Does the article cite a source for a full research paper on the topic? Usually Scientific American publishes on things recently published in Science or other top-tier journals, but provides a version for the lay reader. If they don't cite a full source, even the names of the authors they cite as doing the work would mean I could look up what you're referring to. There may be more to it than you could get from a Sci Am article.
 
Yeah, the cell wouldn't come back to life and do it's normal stuff, it'd just be a virus making plant. That makes sense that I had underestimated how much DNA would be needed for a regularly functioning cell...

The author of the artical is Luis (or Louis, it's spelled both ways) P. Villarreal.
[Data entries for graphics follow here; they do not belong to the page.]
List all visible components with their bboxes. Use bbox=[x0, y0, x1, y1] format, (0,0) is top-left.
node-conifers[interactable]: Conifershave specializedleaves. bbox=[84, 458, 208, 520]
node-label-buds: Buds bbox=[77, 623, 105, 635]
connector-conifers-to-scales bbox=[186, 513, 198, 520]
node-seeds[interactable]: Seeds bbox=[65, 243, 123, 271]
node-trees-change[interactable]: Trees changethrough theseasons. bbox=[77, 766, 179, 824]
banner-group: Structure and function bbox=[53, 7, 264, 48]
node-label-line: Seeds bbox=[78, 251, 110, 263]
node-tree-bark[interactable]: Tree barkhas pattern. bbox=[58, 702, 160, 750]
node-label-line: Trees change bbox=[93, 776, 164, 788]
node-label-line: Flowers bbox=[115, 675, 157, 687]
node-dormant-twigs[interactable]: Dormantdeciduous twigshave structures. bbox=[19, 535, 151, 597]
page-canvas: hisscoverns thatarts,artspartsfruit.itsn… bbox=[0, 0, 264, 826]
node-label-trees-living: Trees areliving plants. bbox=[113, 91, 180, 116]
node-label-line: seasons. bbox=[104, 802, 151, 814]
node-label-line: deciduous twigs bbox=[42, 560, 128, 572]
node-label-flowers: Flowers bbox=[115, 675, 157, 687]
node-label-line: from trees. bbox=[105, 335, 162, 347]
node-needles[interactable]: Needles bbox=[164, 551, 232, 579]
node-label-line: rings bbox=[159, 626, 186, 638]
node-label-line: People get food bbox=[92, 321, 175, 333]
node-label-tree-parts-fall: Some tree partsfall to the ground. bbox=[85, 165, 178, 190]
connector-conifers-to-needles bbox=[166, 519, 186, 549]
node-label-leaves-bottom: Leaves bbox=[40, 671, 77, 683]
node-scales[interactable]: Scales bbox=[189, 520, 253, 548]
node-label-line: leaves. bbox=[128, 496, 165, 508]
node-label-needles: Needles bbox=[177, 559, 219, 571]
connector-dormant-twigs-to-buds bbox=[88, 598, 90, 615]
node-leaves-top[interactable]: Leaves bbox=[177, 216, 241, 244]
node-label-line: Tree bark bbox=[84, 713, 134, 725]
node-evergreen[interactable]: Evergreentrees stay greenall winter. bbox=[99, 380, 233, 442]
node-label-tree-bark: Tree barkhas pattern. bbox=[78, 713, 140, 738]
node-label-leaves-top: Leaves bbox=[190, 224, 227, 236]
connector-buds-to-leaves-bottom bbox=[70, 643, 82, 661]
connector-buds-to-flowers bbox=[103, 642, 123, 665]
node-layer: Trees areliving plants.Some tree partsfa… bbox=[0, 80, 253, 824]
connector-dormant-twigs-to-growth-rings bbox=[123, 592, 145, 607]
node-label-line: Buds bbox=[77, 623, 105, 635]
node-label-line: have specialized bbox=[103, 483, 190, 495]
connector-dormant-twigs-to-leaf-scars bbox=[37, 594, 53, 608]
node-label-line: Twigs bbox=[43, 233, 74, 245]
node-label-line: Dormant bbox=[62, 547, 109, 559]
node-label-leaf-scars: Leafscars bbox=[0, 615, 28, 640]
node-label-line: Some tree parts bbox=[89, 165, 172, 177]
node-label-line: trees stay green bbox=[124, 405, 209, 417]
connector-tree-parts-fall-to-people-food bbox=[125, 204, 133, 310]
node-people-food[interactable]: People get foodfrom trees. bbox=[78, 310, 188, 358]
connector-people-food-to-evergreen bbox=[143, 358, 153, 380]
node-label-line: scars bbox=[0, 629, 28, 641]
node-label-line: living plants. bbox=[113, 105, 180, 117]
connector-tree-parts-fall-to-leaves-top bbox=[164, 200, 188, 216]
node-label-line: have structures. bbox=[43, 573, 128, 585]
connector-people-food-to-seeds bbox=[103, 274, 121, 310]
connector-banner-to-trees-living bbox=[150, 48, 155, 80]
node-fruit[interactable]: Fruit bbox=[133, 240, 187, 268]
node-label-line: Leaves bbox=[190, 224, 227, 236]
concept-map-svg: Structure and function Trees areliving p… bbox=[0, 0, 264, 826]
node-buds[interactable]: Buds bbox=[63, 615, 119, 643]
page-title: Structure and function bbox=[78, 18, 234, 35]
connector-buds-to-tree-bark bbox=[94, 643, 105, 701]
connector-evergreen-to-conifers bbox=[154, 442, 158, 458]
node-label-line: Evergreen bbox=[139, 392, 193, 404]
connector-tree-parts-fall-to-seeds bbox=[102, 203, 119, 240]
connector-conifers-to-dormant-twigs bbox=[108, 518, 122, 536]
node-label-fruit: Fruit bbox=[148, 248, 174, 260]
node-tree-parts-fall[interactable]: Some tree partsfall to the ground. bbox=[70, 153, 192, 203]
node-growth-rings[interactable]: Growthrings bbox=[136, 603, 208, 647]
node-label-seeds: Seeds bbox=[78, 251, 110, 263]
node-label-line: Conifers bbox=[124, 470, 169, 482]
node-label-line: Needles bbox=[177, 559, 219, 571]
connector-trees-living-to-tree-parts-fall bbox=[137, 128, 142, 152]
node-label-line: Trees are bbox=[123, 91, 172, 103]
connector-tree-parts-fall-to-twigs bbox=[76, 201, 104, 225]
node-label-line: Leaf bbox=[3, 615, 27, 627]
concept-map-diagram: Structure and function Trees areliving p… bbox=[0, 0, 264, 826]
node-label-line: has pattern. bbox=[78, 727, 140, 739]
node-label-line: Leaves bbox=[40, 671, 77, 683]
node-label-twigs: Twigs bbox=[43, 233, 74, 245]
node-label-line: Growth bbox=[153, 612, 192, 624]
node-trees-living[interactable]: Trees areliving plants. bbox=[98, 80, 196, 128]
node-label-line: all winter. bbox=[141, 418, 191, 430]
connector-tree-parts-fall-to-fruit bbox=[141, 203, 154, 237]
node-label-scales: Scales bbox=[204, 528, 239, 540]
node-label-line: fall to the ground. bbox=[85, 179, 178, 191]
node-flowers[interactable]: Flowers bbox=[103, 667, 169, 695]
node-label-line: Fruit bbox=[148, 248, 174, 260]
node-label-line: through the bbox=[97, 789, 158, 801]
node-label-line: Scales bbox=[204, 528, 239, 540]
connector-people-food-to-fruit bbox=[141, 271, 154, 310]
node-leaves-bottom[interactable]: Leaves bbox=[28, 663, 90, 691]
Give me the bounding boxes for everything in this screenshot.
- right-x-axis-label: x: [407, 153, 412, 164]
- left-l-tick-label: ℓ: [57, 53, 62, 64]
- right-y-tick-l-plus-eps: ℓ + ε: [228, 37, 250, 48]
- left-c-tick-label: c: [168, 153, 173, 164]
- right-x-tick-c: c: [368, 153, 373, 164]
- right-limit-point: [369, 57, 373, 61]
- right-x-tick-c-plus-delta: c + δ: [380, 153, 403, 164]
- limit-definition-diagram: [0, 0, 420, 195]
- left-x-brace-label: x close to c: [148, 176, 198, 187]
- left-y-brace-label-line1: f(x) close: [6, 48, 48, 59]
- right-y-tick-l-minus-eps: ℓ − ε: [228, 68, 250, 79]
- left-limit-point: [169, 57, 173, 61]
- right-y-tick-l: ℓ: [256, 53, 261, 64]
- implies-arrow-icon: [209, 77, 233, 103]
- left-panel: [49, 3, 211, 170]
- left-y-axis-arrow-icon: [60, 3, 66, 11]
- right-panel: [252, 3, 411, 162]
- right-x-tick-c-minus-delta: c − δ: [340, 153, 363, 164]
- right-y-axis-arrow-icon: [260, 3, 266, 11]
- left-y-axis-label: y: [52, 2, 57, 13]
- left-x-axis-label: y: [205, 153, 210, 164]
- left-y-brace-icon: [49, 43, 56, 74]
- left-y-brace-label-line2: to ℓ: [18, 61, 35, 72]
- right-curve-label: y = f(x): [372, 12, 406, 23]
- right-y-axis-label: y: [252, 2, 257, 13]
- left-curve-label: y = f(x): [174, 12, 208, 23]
At the end of the article, they cite:

Lateral Gene Transfer or Viral Colonization? by Victor DefFilippis and Louis Villarreal from Science, Vol 293, page 1048; August 10, 2001

Though it's important to note that the whole article isn't about viruses taking over dead cells, that part is in a little box that takes up half of one page and only vaguely relates to the main article, so I'm not sure how much of the stuff I'm talking about would be in any of those works.
 
I hope that unless you were reading a very old issue of Sci Am that the citation is a citation of their older works, not the one the article is based on (dated 2001) :biggrin: Thanks, that should be a starting place to find the original article. It sounds interesting.